From the Tad Carpenter interview
April 20, 2002
Oral History MS Vol. I, p. 74

BH: Was there still a cook at the ranch when you were working there?

Tad: Oh, yeah. Oh, yeah.

BH: Who were some of the cooks?

Tad: Oh, when I first knew anything about it there was a lady by Rae Polk (?), and she was a—anyway there was a—this Rae Polk she was a silver lady—I guess she'd had a family at one time, hadn't she, Tess?

Tess: Well, she'd been married. I don't think she had children.

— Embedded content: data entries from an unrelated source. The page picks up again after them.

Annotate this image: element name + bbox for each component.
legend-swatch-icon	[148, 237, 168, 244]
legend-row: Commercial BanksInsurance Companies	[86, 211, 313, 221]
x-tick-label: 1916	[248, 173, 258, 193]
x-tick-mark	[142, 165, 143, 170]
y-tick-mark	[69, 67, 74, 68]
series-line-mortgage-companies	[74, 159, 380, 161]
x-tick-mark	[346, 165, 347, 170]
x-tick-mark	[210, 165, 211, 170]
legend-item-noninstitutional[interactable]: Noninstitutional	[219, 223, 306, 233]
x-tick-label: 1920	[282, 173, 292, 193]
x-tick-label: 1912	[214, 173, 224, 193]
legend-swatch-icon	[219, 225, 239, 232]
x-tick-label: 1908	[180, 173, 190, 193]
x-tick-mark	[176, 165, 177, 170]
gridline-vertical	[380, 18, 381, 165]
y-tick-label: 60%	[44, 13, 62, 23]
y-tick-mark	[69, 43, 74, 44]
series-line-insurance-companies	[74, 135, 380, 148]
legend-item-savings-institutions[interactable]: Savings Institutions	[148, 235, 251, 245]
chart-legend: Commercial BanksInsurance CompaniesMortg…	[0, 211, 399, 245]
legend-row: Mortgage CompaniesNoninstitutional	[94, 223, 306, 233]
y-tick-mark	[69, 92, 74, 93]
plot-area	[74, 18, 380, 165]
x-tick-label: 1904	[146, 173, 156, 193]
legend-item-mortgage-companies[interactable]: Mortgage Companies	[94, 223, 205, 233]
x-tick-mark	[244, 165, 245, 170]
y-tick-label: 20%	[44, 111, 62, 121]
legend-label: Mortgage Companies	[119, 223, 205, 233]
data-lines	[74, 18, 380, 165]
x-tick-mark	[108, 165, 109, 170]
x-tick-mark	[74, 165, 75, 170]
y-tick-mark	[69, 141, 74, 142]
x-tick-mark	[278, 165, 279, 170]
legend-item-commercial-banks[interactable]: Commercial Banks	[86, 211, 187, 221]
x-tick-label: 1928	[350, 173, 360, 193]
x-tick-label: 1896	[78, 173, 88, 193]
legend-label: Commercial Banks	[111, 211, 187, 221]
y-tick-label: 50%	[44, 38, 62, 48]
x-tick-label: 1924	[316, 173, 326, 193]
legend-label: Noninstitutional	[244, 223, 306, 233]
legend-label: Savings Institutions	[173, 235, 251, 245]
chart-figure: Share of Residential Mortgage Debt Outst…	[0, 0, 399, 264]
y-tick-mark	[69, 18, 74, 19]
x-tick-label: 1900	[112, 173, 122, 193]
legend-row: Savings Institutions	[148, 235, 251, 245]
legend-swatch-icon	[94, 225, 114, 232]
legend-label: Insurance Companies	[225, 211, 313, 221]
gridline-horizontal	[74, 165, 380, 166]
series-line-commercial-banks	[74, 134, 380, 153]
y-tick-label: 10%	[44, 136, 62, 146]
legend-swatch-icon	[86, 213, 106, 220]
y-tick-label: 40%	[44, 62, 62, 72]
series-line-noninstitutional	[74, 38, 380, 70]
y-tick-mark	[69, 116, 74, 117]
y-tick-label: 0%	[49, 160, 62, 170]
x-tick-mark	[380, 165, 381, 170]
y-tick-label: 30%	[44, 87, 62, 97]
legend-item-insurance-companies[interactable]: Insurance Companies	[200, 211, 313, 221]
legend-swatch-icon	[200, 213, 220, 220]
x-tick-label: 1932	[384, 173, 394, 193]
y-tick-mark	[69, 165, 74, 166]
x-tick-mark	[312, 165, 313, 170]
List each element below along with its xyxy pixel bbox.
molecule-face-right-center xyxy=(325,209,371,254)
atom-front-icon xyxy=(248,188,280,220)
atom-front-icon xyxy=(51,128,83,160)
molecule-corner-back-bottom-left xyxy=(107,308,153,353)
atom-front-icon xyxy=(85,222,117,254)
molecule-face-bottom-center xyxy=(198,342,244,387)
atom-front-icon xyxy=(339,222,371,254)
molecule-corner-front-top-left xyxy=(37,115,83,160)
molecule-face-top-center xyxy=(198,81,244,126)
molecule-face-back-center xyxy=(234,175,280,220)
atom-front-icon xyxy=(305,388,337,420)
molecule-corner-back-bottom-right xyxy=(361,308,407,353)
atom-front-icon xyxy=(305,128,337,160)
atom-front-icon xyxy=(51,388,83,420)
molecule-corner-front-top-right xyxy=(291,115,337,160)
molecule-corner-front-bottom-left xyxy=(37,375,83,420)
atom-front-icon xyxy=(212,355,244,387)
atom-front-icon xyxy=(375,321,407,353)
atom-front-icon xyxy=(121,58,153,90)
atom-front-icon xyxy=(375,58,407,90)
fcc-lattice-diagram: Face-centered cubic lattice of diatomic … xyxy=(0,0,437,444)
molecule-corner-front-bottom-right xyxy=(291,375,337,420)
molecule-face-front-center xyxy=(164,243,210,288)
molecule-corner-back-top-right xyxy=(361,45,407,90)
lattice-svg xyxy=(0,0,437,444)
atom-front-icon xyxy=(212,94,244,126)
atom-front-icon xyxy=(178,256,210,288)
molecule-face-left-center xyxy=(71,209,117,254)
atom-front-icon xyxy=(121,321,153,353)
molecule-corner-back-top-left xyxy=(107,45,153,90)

Tad: Anyway, she'd been married. Anyway, she cooked for a leper (?) outfit down there by La Madiera—down there by Ojo Caliente and that country? And then she come in there and took that job there at that cookhouse, done the cooking. She was the first cook that we had there, that I remember.

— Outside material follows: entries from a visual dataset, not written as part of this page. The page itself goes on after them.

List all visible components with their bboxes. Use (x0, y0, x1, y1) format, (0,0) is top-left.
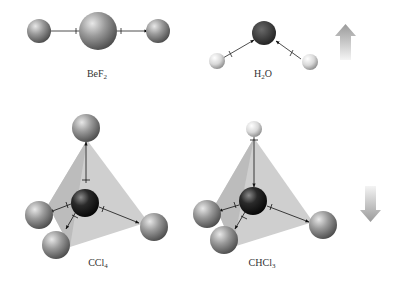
chlorine-atom-right (140, 213, 168, 241)
chlorine-atom-left (25, 201, 53, 229)
h2o-molecule (209, 21, 318, 70)
chcl3-molecule (193, 121, 337, 254)
chcl3-label: CHCl3 (249, 257, 276, 270)
net-dipole-up-arrow (335, 24, 356, 60)
chlorine-atom-left (193, 200, 221, 228)
chlorine-atom-bottom (42, 231, 70, 259)
hydrogen-atom-right (302, 54, 318, 70)
fluorine-atom-right (146, 19, 170, 43)
bond-dipole-arrow-left (223, 40, 254, 58)
carbon-atom (239, 187, 267, 215)
beryllium-atom (79, 12, 117, 50)
bef2-molecule (27, 12, 170, 50)
fluorine-atom-left (27, 19, 51, 43)
bond-dipole-arrow-right (276, 41, 301, 59)
hydrogen-atom (246, 121, 262, 137)
h2o-label: H2O (254, 68, 272, 81)
hydrogen-atom-left (209, 53, 225, 69)
chlorine-atom-right (309, 211, 337, 239)
molecule-diagram (0, 0, 394, 283)
carbon-atom (71, 189, 99, 217)
ccl4-label: CCl4 (88, 257, 108, 270)
chlorine-atom-top (72, 114, 100, 142)
net-dipole-down-arrow (360, 186, 381, 222)
chlorine-atom-bottom (210, 226, 238, 254)
oxygen-atom (252, 21, 276, 45)
ccl4-molecule (25, 114, 168, 259)
bef2-label: BeF2 (87, 68, 107, 81)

BH: Now were you little, or was that when you worked there?

Tad: That's when I went to work there.

BH: Okay.

Tad: And I'm sure they had other cooks before that—but that's the first one that I remember.

BH: What kind of things. . . ?

Tad: Oh, heck—she was—like I say, the commissary was full of groceries. It took a beef a month there to maintain that. And boy they could go through the groceries.

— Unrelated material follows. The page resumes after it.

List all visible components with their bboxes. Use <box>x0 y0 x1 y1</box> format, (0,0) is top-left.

Casey: And she would always have a whole big log of cinnamon rolls. . .

Tad: They liked cinnamon rolls, and cobblers—cherry cobbler was one of her favorite things to make. And gingerbread—lots of gingerbread. That was one of the things she used to send—cherry cobbler or gingerbread out to where we'd be working branding somewhere and they'd bring out a lunch or something, why she'd send that out. They'd take a roast, or roasted wieners, or something like a small roast—heck they'd go through a small roast. . . Man, they. . . they made all kinds of bread, rolls, and loaves of bread.